Holiday hiring in US expected to slump as consumer spending slows

Unlock the Editor’s Digest for free

US retailers and hospitality groups are hiring the smallest number of seasonal workers in more than a decade as tariffs and a slowing labour market weigh on holiday sales forecasts.

Jobs site ZipRecruiter said retailers are advertising 8.4 per cent fewer holiday jobs on its site than last year, while postings for temporary hospitality workers fell 12 per cent. Executive outplacement firm Challenger, Gray & Christmas forecast that US employers may hire fewer than 500,000 temporary workers in the last three months of 2025, the lowest total since 2009.

Each autumn, stores such as Walmart, Target and Macy’s typically announce plans to hire hundreds of thousands of temporary staff to stock shelves, run checkouts and bolster warehouse operations during their busiest period of the year. But the reduction in hiring reflects retail industry caution about the approaching holiday shopping season, with US consumers pinched amid persistent inflation and an uncertain economic outlook.

Challenger, Gray released data on Thursday showing US employers cut more than 153,000 jobs in October and more than 1mn this year, with the pace of lay-offs accelerating as consumer and corporate spending declines and AI adoption advances.

Separately, the National Retail Federation’s holiday forecast released on Thursday said sales were expected to grow 3.7 to 4.2 per cent this year, compared with 4.3 per cent in 2024, with seasonal jobs expected to be as much as 40 per cent lower than a year ago. Still, it forecast holiday spending to eclipse $1tn.

Retailer Target said in a statement that it still planned to hire “holiday helpers” in all 50 states, but declined to provide a number, and said it would “first offer our current team members opportunities to work additional hours, if desired” before bringing in new staff. By contrast, last year the company announced it would hire an additional 100,000 workers.

Amazon said it would hire the same 250,000 seasonal workers this year as it did last year.

“Our clients have already told us that it’s going to be anywhere from 10 per cent to 20 per cent reductions” in their seasonal workforces, said Radhika Papandreou, president of the North American division of management consultancy Korn Ferry. “It’s just the world we live in with tariffs, China and just the uncertainty in general. Our clients are being cautious about how much the average consumer is going to want to spend.”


PROBLEM TO SOLVE:
Retype the entries. Match them exactly.

-- MATERIAL SHOWN follows --

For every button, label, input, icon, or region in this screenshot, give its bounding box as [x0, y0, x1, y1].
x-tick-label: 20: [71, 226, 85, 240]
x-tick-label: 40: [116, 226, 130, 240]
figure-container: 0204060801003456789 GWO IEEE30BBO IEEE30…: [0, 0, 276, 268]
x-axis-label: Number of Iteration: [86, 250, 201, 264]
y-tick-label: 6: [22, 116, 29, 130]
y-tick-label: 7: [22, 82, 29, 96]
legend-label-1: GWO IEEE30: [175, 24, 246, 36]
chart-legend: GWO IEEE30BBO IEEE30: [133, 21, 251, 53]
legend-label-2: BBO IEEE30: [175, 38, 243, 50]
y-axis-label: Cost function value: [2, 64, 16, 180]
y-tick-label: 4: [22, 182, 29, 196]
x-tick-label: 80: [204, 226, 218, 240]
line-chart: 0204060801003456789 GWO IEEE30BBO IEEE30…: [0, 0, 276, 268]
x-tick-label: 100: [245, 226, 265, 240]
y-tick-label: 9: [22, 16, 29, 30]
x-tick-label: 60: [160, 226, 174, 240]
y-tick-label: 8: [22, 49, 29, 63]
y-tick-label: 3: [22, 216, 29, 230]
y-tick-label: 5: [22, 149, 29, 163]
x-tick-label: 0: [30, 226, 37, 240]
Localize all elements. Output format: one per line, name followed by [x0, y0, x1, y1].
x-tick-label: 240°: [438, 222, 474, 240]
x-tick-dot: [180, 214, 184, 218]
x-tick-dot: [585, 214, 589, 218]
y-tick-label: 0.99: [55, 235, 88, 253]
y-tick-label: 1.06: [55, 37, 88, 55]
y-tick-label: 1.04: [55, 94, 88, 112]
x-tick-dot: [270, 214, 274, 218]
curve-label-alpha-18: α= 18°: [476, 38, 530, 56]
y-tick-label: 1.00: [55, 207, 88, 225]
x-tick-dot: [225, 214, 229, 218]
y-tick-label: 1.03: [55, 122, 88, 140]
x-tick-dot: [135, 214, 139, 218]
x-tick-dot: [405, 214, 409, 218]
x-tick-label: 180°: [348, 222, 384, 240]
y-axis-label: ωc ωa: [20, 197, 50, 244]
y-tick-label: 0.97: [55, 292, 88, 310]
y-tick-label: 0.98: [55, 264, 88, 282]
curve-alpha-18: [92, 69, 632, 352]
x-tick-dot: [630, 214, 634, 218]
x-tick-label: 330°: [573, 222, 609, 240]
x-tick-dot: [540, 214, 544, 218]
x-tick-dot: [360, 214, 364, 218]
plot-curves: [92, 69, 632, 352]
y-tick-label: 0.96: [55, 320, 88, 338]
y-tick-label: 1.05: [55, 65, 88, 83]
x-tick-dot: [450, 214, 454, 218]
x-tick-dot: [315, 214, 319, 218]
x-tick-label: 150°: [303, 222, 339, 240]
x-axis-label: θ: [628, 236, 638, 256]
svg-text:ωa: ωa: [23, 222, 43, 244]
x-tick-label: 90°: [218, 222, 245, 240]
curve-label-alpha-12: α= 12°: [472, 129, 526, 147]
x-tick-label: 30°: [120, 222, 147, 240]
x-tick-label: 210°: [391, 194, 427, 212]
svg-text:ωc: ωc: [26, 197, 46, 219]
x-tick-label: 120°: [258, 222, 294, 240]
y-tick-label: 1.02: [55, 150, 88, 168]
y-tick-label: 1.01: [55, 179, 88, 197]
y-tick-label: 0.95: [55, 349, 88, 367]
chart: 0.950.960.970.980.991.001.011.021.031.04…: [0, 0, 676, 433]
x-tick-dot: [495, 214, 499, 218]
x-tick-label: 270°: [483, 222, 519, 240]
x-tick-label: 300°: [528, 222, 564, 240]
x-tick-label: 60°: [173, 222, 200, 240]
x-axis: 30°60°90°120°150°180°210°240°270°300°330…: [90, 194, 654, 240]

-- MATERIAL SHOWN concluded --

EXERCISE ANSWER:
For every button, label, input, icon, or region in this screenshot, give its bounding box as [x0, y0, x1, y1].
x-tick-label: 20: [71, 226, 85, 240]
x-tick-label: 40: [116, 226, 130, 240]
figure-container: 0204060801003456789 GWO IEEE30BBO IEEE30…: [0, 0, 276, 268]
x-axis-label: Number of Iteration: [86, 250, 201, 264]
y-tick-label: 6: [22, 116, 29, 130]
y-tick-label: 7: [22, 82, 29, 96]
legend-label-1: GWO IEEE30: [175, 24, 246, 36]
chart-legend: GWO IEEE30BBO IEEE30: [133, 21, 251, 53]
legend-label-2: BBO IEEE30: [175, 38, 243, 50]
y-axis-label: Cost function value: [2, 64, 16, 180]
y-tick-label: 4: [22, 182, 29, 196]
x-tick-label: 80: [204, 226, 218, 240]
line-chart: 0204060801003456789 GWO IEEE30BBO IEEE30…: [0, 0, 276, 268]
x-tick-label: 100: [245, 226, 265, 240]
y-tick-label: 9: [22, 16, 29, 30]
x-tick-label: 60: [160, 226, 174, 240]
y-tick-label: 8: [22, 49, 29, 63]
y-tick-label: 3: [22, 216, 29, 230]
y-tick-label: 5: [22, 149, 29, 163]
x-tick-label: 0: [30, 226, 37, 240]
Localize all elements. Output format: one per line, name followed by [x0, y0, x1, y1].
x-tick-label: 240°: [438, 222, 474, 240]
x-tick-dot: [180, 214, 184, 218]
x-tick-dot: [585, 214, 589, 218]
y-tick-label: 0.99: [55, 235, 88, 253]
y-tick-label: 1.06: [55, 37, 88, 55]
y-tick-label: 1.04: [55, 94, 88, 112]
x-tick-dot: [270, 214, 274, 218]
curve-label-alpha-18: α= 18°: [476, 38, 530, 56]
y-tick-label: 1.00: [55, 207, 88, 225]
x-tick-dot: [225, 214, 229, 218]
y-tick-label: 1.03: [55, 122, 88, 140]
x-tick-dot: [135, 214, 139, 218]
x-tick-dot: [405, 214, 409, 218]
x-tick-label: 180°: [348, 222, 384, 240]
y-axis-label: ωc ωa: [20, 197, 50, 244]
y-tick-label: 0.97: [55, 292, 88, 310]
y-tick-label: 0.98: [55, 264, 88, 282]
curve-alpha-18: [92, 69, 632, 352]
x-tick-dot: [630, 214, 634, 218]
x-tick-label: 330°: [573, 222, 609, 240]
x-tick-dot: [540, 214, 544, 218]
x-tick-dot: [360, 214, 364, 218]
plot-curves: [92, 69, 632, 352]
y-tick-label: 0.96: [55, 320, 88, 338]
y-tick-label: 1.05: [55, 65, 88, 83]
x-tick-dot: [450, 214, 454, 218]
x-tick-dot: [315, 214, 319, 218]
x-tick-label: 150°: [303, 222, 339, 240]
x-axis-label: θ: [628, 236, 638, 256]
svg-text:ωa: ωa: [23, 222, 43, 244]
x-tick-label: 90°: [218, 222, 245, 240]
curve-label-alpha-12: α= 12°: [472, 129, 526, 147]
x-tick-label: 30°: [120, 222, 147, 240]
x-tick-label: 210°: [391, 194, 427, 212]
svg-text:ωc: ωc: [26, 197, 46, 219]
x-tick-label: 120°: [258, 222, 294, 240]
y-tick-label: 1.02: [55, 150, 88, 168]
y-tick-label: 1.01: [55, 179, 88, 197]
y-tick-label: 0.95: [55, 349, 88, 367]
chart: 0.950.960.970.980.991.001.011.021.031.04…: [0, 0, 676, 433]
x-tick-dot: [495, 214, 499, 218]
x-tick-label: 270°: [483, 222, 519, 240]
x-tick-label: 300°: [528, 222, 564, 240]
x-tick-label: 60°: [173, 222, 200, 240]
x-axis: 30°60°90°120°150°180°210°240°270°300°330…: [90, 194, 654, 240]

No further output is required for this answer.